Calderón is an educated man, and he is familiar with the ideas underlying Freudian psychotherapy. Dreams, especially repetitive dreams, have some deep meaning, are the signals indicating the repression of an unacceptable desire. He has looked into this on his own, for his daughter has all those how-to-feel-good-about-yourself books, and he has sneaked looks, but they seem like a lot of crap to him. He has never had the slightest problem feeling good about himself. He considered that the Yoiyo Calderón who existed up until a month or so ago was as fine a man as could be found anywhere in Miami-good-looking, decisive, sexually potent, rich, getting richer, a decent husband and father, generous to his various mistresses, a man of his word when dealing with equals, philanthropic to a fault, well respected in the community-and not about to see a goddamned headshrinker either, that was out, although he had asked his family doctor for some Xanax as a stress reliever. Half a milligram before retiring is the dose recommended on the vial, but tonight he has loaded himself with three milligrams in the hope that this will stop the dream.
It is always the same one. In it, he is somewhere in the tropics, dressed in explorer garb. It’s hot and dark and he’s at a table. A line of natives in fancy regalia stretches out into the dark, and one by one they sell him all their ornaments, which he pays for with bits of paper he tears off a pad and writes banal phrases on, like those found in fortune cookies. New friends will help you. You are greatly admired. He is happy to be getting rich in this way and has convinced himself, in the logic of dreams, that the natives are better off with his scraps of paper than they are with their gold jewelry and plumes. As he works, he becomes conscious of a noise, soft at first, but growing louder, like something breathing, in and out, like the purring of an immense cat, a cat the size of a hill. Then there are no more natives and he is alone with the noise. And now the fear starts, and he feels an urgent need to get away. He shoves his swag into a sack and leaves the hut. He is on a muddy jungle trail in the dark. All around him is the sound.
Ararah. Ararararh.
Now he can hear the thud of the monstrous paws, close behind him in the dark, getting closer. He runs, clutching his sack. He feels its hot breath on the back of his neck. He can’t possibly escape, his limbs are caught in some sticky mud, and now he screams. He is crawling now in the slow paralysis of nightmare. He turns and looks up and sees its golden eyes, its jaws…

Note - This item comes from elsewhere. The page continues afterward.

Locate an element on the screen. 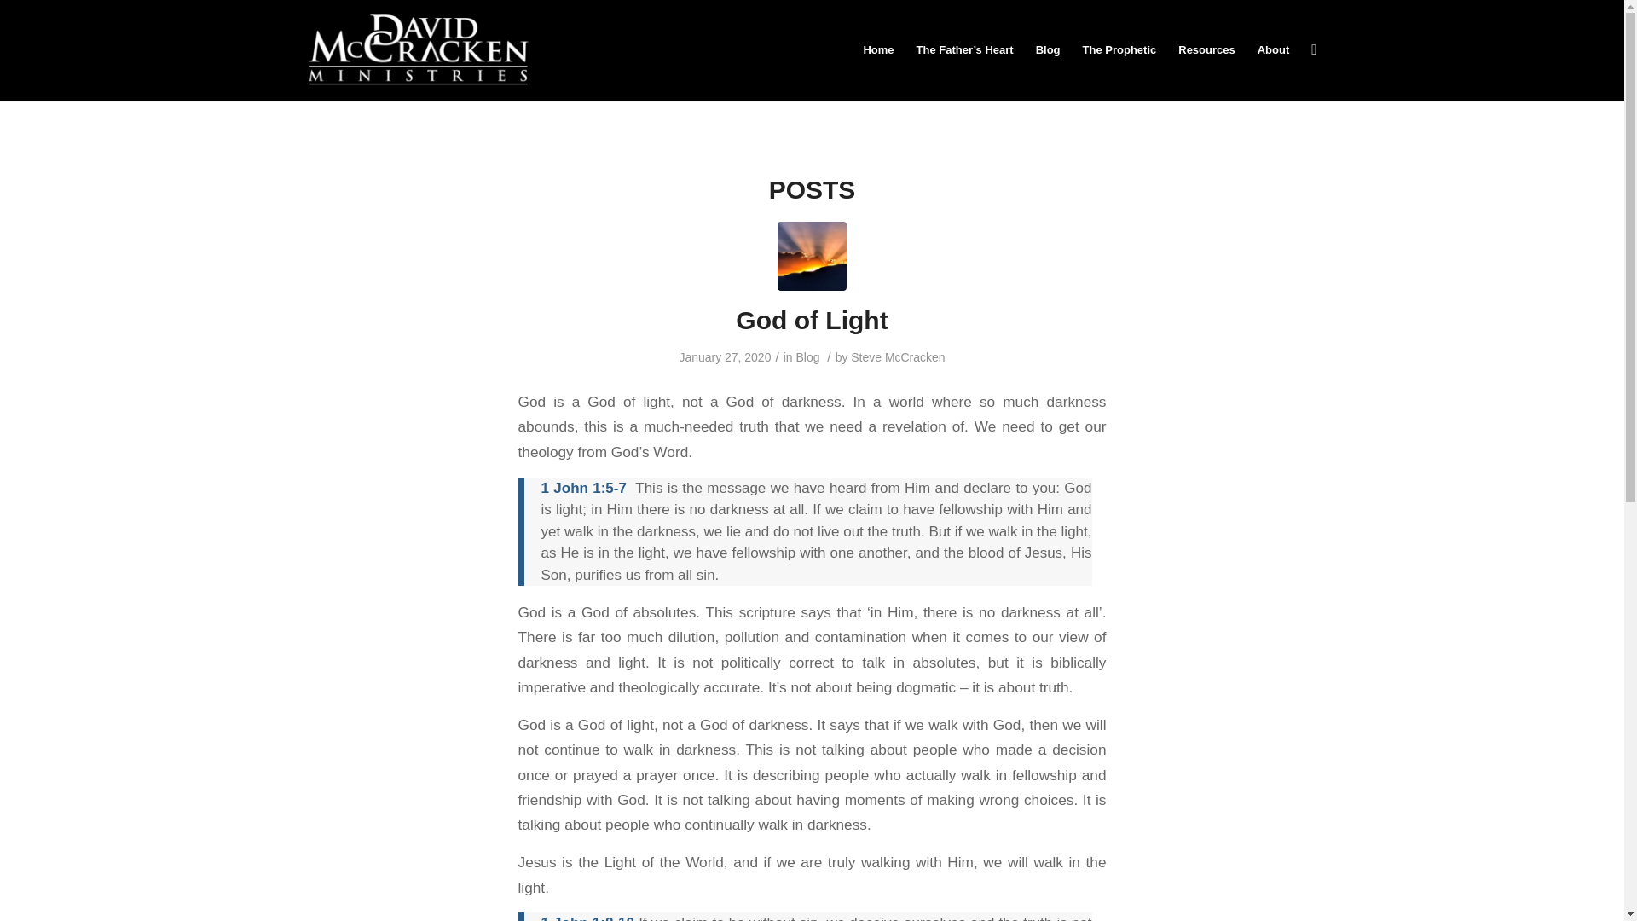  Blog is located at coordinates (807, 356).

And he is awake, sweating, cursing; and when he looks at the clock it is always around three in the morning and he can’t return to sleep, the night is ruined for him again. But tonight there is no dream of jungles. Tonight he falls into blackness and awakes on the daybed in his study. He has taken to sleeping there to avoid the shame of his nightmares, the screaming and thrashing. The blinds are closed and the room is very dark. The only light comes from the digital clock on his desk, green numbers telling him it is 3:06. It is cool in the room, and at first he thinks someone has switched on the air-conditioning, because there is a rumble in his ears. No, not a mechanical sound.
Ararah. Ararararh.
Terrified now, he scrambles up, kicking the quilt away, reaching for the light switch. The light goes on, and there it is, huge and golden, in the room. He thinks he is still dreaming, a new and even more horrible nightmare, until just a few seconds before he dies.